The hospital should compensate or directly employ physicians in clinical leadership roles. Hospital-dependent specialists who are in the latter stages of their careers are typically appointed to clinical leadership roles, but young physicians with outstanding clinical credentials and leadership qualities may also be excellent candidates.
4. Involve physicians in all major planning activities. Because collaborative planning and decision-making is critical to successful hospital alignment, The Governance Institute recommends that physicians be actively engaged in all aspects of planning, including "strategic planning for the entire system or hospital, service- or product-line planning, master facilities planning, medical staff development planning, quality improvement planning, and all other discussions that involve significant resource allocation."
There are numerous strategies for expanding physician involvement in planning and decision-making. Examples include appointing a chief medical officer, allowing physicians a major role in managing all major service lines, increasing physician participation in system-wide strategic planning, being all-inclusive when inviting physicians to participate in strategic planning for individual clinical programs, and creating physician leadership councils or physician advisory groups outside the traditional medical staff organization to provide input on critical planning and resource allocation decisions.
Creating a healthcare environment of shared responsibility and shared decision-making is a gradual process. Consistent, transparent behavior, guided by clearly articulated values and a shared vision, will increase the likelihood of long-term success.
Hugo J. Finarelli Jr., PhD, is senior vice president of Philadelphia-based Health Strategies & Solutions, Inc., and is a recognized expert in healthcare data analysis and development of computer models to forecast service demand and program performance. His is also the author ofThe Hospital Executive's Guide to Physician Staffing, a HealthLeaders Media publication.
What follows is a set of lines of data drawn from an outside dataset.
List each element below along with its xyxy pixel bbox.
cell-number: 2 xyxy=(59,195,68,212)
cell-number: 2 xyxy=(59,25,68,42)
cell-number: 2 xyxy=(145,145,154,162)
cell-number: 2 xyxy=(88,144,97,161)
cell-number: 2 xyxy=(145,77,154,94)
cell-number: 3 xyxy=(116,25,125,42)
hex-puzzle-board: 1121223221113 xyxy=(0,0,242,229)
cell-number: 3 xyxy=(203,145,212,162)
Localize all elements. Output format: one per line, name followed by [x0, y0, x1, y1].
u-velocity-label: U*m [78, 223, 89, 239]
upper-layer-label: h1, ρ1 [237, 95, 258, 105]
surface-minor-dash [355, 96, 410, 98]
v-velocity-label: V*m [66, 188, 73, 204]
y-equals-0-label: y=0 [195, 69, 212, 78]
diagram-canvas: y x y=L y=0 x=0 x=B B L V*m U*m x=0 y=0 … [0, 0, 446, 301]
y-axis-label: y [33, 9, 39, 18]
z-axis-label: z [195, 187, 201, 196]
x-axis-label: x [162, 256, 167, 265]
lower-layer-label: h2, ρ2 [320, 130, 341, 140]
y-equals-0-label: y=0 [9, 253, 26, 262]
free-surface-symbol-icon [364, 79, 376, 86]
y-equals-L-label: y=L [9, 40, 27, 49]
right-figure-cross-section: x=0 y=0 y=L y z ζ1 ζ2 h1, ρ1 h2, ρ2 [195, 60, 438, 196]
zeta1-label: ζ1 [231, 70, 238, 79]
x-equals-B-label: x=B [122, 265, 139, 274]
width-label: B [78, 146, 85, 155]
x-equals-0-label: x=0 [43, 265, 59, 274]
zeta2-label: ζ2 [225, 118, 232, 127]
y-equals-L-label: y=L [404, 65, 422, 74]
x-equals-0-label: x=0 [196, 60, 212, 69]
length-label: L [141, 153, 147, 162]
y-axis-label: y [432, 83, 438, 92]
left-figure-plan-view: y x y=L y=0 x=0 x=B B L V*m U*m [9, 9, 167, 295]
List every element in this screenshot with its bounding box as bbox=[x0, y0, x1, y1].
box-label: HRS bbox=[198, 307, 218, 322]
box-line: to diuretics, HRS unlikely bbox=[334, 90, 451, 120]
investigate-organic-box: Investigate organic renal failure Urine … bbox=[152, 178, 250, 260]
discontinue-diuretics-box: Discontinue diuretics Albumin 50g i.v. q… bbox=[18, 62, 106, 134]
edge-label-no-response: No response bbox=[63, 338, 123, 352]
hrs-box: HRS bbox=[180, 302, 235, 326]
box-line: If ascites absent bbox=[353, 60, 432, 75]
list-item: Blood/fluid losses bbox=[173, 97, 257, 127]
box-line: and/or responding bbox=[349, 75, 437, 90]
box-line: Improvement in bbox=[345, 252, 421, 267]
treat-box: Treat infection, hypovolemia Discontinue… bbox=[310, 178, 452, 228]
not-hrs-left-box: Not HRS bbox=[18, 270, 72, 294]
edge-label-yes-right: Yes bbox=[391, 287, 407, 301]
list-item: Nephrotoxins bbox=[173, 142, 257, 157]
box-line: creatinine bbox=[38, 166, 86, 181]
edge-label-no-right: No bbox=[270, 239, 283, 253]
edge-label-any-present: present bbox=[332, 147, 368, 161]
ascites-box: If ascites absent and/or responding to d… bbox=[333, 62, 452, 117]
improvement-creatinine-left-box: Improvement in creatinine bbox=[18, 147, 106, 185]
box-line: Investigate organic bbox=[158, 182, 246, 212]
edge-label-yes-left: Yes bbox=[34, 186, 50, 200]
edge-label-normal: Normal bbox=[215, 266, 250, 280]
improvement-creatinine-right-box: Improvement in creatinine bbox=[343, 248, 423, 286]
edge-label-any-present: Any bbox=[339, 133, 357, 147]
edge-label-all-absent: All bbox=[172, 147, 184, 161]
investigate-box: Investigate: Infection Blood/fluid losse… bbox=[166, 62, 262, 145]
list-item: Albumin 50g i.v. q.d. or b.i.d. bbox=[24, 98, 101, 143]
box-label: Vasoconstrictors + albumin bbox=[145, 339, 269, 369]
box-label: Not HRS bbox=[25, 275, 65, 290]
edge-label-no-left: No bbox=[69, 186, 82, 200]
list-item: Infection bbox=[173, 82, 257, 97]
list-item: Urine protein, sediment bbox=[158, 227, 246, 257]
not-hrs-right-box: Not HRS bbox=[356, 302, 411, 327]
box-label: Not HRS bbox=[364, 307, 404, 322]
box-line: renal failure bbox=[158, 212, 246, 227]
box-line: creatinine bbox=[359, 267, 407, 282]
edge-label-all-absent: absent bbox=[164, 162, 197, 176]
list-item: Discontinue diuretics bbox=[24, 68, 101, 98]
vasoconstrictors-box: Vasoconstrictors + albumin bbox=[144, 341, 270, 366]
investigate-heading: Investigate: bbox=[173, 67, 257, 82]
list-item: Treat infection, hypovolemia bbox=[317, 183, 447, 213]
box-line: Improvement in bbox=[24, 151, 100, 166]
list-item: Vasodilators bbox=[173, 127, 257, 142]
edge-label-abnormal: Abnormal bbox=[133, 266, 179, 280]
This blog posting provides an account of an obstetrician who got caught up in a medical malpractice trial after one of her patients died during childbirth, allegedly because of poor anesthesiology care. Several years after giving a sworn statement about the case, the physician was called to testify in a malpractice trial, where the hospital's lawyer accused her of changing her story.
According to results from a new survey by the Medical Group Management Association, 38% of providers do not receive additional compensation for on-call coverage. Almost 30% of providers in hospital-owned group practices reported that they do not receive additional compensation for on-call duties, compared with 42% of providers in non hospital-owned practices.